Wilhelm Heinrich Riehl (6 May 1823 – 16 November 1897) was a German journalist, novelist and folklorist.Riehl was born in Biebrich in the Duchy of Nassau and died in Munich. Riehl was born into a settled middle-class background, was a professor at the University of Munich, and later in life a curator of Bavarian antiquities.According to George Mosse,"Riehl's writings became normative for a large body of Volkish thought...he constructed a more completely integrated Volkish view of man and society as they related to nature, history, and landscape....in his famous Land und Leute (Land and People), written in 1857-63," which "discussed the organic nature of a Volk which he claimed could only be attained if it fused with the native landscape....Riehl rejected all artificiality and defined modernity as a nature contrived by man and thus devoid of that genuineness to which living nature alone gives meaning...Riehl pointed to the newly developing urban centers as the cause of social unrest and the democratic upsurge of 1848 in Hessia"....for many "subsequent Volkish thinkers, only nature was genuine.""Riehl desired a hierarchical society that patterned after the medieval estates.
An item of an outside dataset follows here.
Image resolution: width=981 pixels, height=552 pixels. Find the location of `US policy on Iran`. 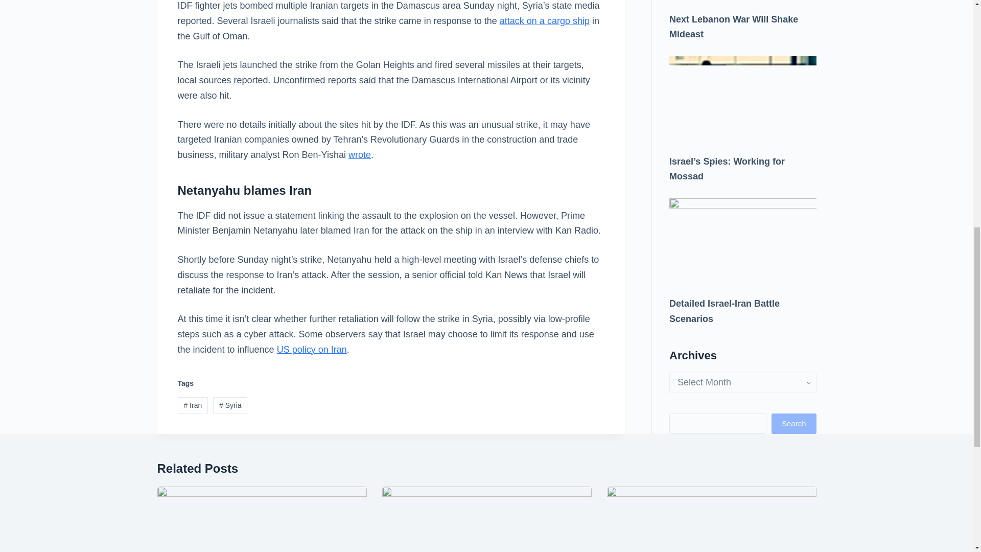

US policy on Iran is located at coordinates (312, 349).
In Die bürgerliche Gesellschaft (Bourgeois Society) he accused those of Capitalist interest of "disturbing ancient customs and thus destroying the historicity of the Volk."..."animosity towards the city was an integral part of the rise of Volkish thought. At times it was expressed in the slogan "Berlin is the domain of the Jews" or in the remark by another writer that "cities are the tombs of Germanism". Not until the big cities were devastated in the Second World War did this hostility end.... Only with their annihilation did the cities attain equal ideological status with the rooted peasantry. Such ideas secured a place for Riehl in the history of Volkish thought. Such superficial actions as the founding of the Riehl Bund (1920) and the Riehl Prise for German Volkskunde (1935) only symbolized a more profound influence."Riehl argued that the 'working class' were the most respectable Volk, since they were best attuned to nature itself. Throughout his work, Riehl displays a strong conviction that the German people and land are intrinsically connected to one another. He also is considered the founder of the "German ethnographic Volkskunde" and drew many of his conclusions in his work from his personal experiences hiking throughout Germany.